During yesterday’s (28 October 2020) dialogue “Showcasing TechArt”, the presenter, founder of Eyemyth, India, Avinash Kumar provided with a very interesting perspective on “TechArt” when he lamented that a proliferation of “High Tech (Media) Arts” in India is out of context as there is little exposure to and interest in these works. One wonders what is “High” in terms of making a hierarchy of technological affordances and usage.
When it comes to making a taxonomy and nomenclature of what is termed “TechArt” – one may ponder over the archeology of what is understood as “Technology” – which is often a Western concept of linear progression, and in essence is a modernist tool. If we take a historical perspective, in South Asia, the transfer and transmission of modernist technologies took place as a colonialist and imperialist strategy of control, quantify, and exploit the resources of the Global South: South Asia, Africa, Middle East and the Latin Americas. In South Asia, invent of such technologies happened through colonial models of development, benefiting mostly the imperial powers. Early western modernist technologies, such as recording, photography, radio and cinema: all contributed to this vision. It is only the colonial subjects, who gradually hacked into these technologies and reclaimed, as well as appropriated them to produce new hybrid kinds of post-modern aesthetic practices.
In this same line of technological transmission and transfer, transistors, electronic circuits, digital and computing technologies were also brought from the West to the East, and from Global North to the Global South, but not the other way round. Global North’s condescending approach towards the colonised South didn’t allow much equal distribution of power, knowledge and aesthetic understanding. However, South Asia (and the Global South) has been the house of some oldest and time-tested cultural practices, in visual, literary and sonic realm. There was no reason to make a hierarchy of knowledge and culture, if we listen to some of pre-modern aesthetic practices where a pre-modern concept of technology existed, and which was as intricate as its global counterparts, however, ignored.
One such technical achievement is classical instruments, such as Rudra Veena (picture above). If we look closely at the instrument, which usually performed within the Dhrupad tradition, the ancient-most sonic practice in South Asia, we will be astonished at the intricacy with which an aesthetic object was conceived and built in South Asia. The pre-modern technology was as effective as the technology we know today from a Western modernist and colonialist understanding of it.

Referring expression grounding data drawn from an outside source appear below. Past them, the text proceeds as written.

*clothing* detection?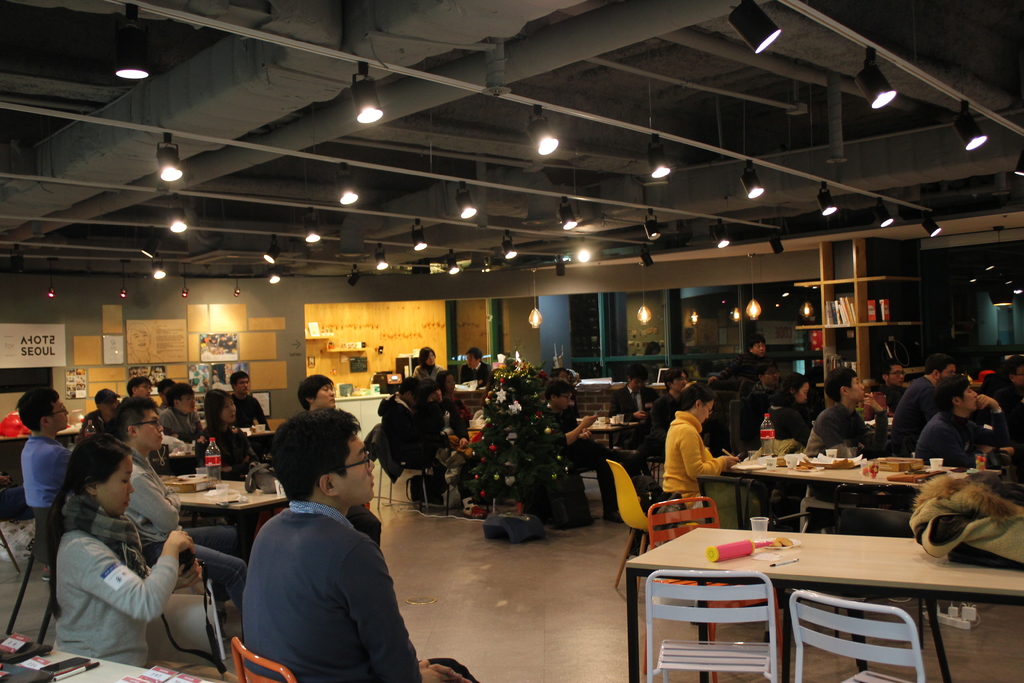
box(200, 338, 237, 348)
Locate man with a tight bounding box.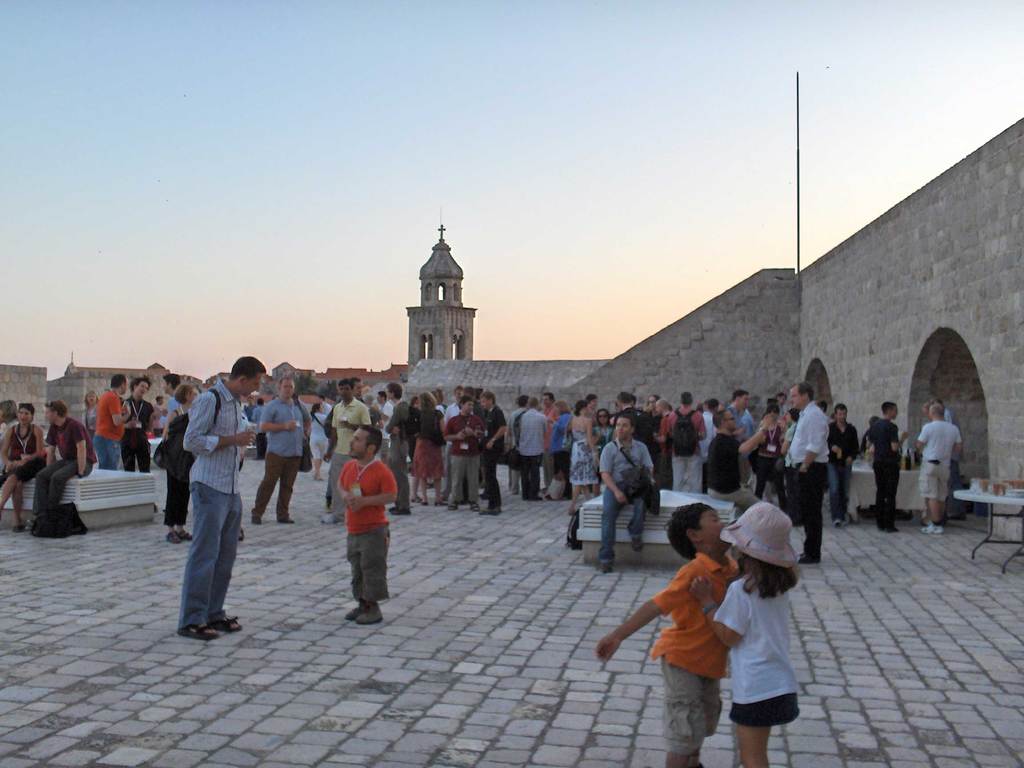
13 401 99 532.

Therefore, it makes no sense to adhere to the hierarchy of “high tech” and “low tech”, and define “TechArt” from a Western taxonomy, represented often by large-scale, immersive media arts proliferated in European and American TechArt festivals such as Ars Electronica. Given the rich examples of artistic practices using pre-modern technology in South Asia, I propose to redefine what “TechArt” is and decolonise the term to give long due credits to artists and artisans from the Global South.